“In the end, it’s not going to matter how many breaths you took, but how many moments took your breath away” – Shing Xiong

Thursday, July 11, 2013

Monarch Butterflies

It’s been a dismal year for the Monarchs. Milkweed - their favorite, is disappearing due to intensive farming and Monsanto.


We can help! Plant Milkweed everywhere there is a square inch of free land. In addition to milkweed, says Taylor, monarchs and other butterflies depend on nectar plants to fatten up. Zinnias, cosmos, Joe Pye weed, boneset, and verbena are all good choices. So is butterfly bush, he says, but because it can become invasive, use only sterile male plants.

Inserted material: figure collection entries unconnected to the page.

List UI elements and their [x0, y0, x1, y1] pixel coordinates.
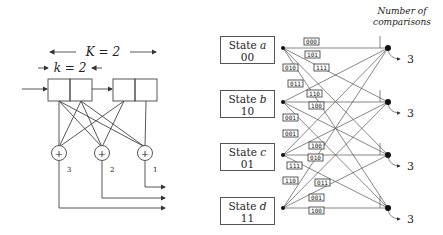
branch-label: 001 [283, 114, 298, 121]
branch-label: 001 [309, 194, 324, 201]
comparisons-c: 3 [407, 160, 414, 173]
svg-text:111: 111 [316, 64, 327, 71]
comparisons-d: 3 [407, 213, 414, 226]
branch-label: 110 [283, 177, 298, 184]
branch-label: 111 [287, 162, 302, 169]
state-a-box: State a 00 [220, 36, 275, 64]
svg-text:101: 101 [307, 51, 318, 58]
branch-label: 111 [314, 64, 329, 71]
svg-text:110: 110 [309, 90, 320, 97]
branch-label: 010 [308, 154, 323, 161]
comparisons-a: 3 [407, 53, 414, 66]
state-b-box: State b 10 [220, 90, 275, 118]
k-label: k = 2 [54, 61, 87, 75]
svg-text:100: 100 [311, 102, 322, 109]
register-cell-1 [48, 79, 70, 101]
adder-2-index: 2 [110, 166, 114, 174]
adder-3-index: 3 [67, 166, 71, 174]
node-c-right [385, 152, 391, 158]
svg-text:001: 001 [285, 114, 296, 121]
comparisons-b: 3 [407, 107, 414, 120]
svg-text:110: 110 [285, 177, 296, 184]
branch-label: 101 [305, 51, 320, 58]
branch-label: 001 [283, 130, 298, 137]
adder-3-symbol: + [55, 148, 63, 159]
trellis-diagram [283, 36, 400, 219]
node-b-right [385, 99, 391, 105]
node-a-right [385, 45, 391, 51]
svg-text:011: 011 [290, 80, 301, 87]
branch-label: 110 [307, 90, 322, 97]
branch-label: 011 [315, 179, 330, 186]
adder-2-symbol: + [98, 148, 106, 159]
register-cell-2 [70, 79, 92, 101]
adder-1-index: 1 [153, 166, 157, 174]
state-c-box: State c 01 [220, 143, 275, 171]
svg-text:001: 001 [285, 130, 296, 137]
node-d-left [281, 206, 285, 210]
state-d-box: State d 11 [220, 197, 275, 225]
svg-text:111: 111 [289, 162, 300, 169]
branch-label: 100 [309, 142, 324, 149]
branch-label: 100 [309, 207, 324, 214]
node-c-left [281, 153, 285, 157]
branch-label: 000 [304, 38, 319, 45]
comparisons-header: Number of comparisons [362, 6, 442, 28]
node-d-right [385, 205, 391, 211]
node-b-left [281, 100, 285, 104]
svg-text:000: 000 [306, 38, 317, 45]
svg-text:010: 010 [310, 154, 321, 161]
encoder-diagram [22, 52, 165, 208]
svg-text:100: 100 [311, 142, 322, 149]
output-1-arrow [145, 161, 165, 187]
node-a-left [281, 46, 285, 50]
branch-label: 100 [309, 102, 324, 109]
svg-text:010: 010 [285, 64, 296, 71]
svg-text:100: 100 [311, 207, 322, 214]
K-label: K = 2 [85, 45, 120, 59]
svg-text:001: 001 [311, 194, 322, 201]
register-cell-3 [113, 79, 135, 101]
svg-text:011: 011 [317, 179, 328, 186]
register-cell-4 [135, 79, 157, 101]
adder-1-symbol: + [141, 148, 149, 159]
branch-label: 011 [288, 80, 303, 87]
branch-label: 010 [283, 64, 298, 71]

Go to Monarch Watch to buy milkweed plugs which will start producing sooner than seed.                                                    
A larger challenge for anyone who loves the monarch butterfly migration is to lobby states and the Federal Highway Administration to plant its vast acreage of roadside land with milkweed and other flowering plants instead of grass

Federal Highway Administration
1200 New Jersey Ave., SE
Washington, DC 20590


Alabama, Idaho, Illinois, Minnesota, Texas, and West Virginia States have all named the monarch their state butterfly and could logically lead a national campaign. But every state in the monarch’s migratory range has a highway department, and studies have demonstrated that roadsides can make ideal butterfly habitat. In England in the 1990s, for instance, 25 butterfly species quickly moved in after the government designed a section of the M40 highway near Oxford as a butterfly travel corridor between protected woodlands.

This is serious, and we can really make a difference, please help.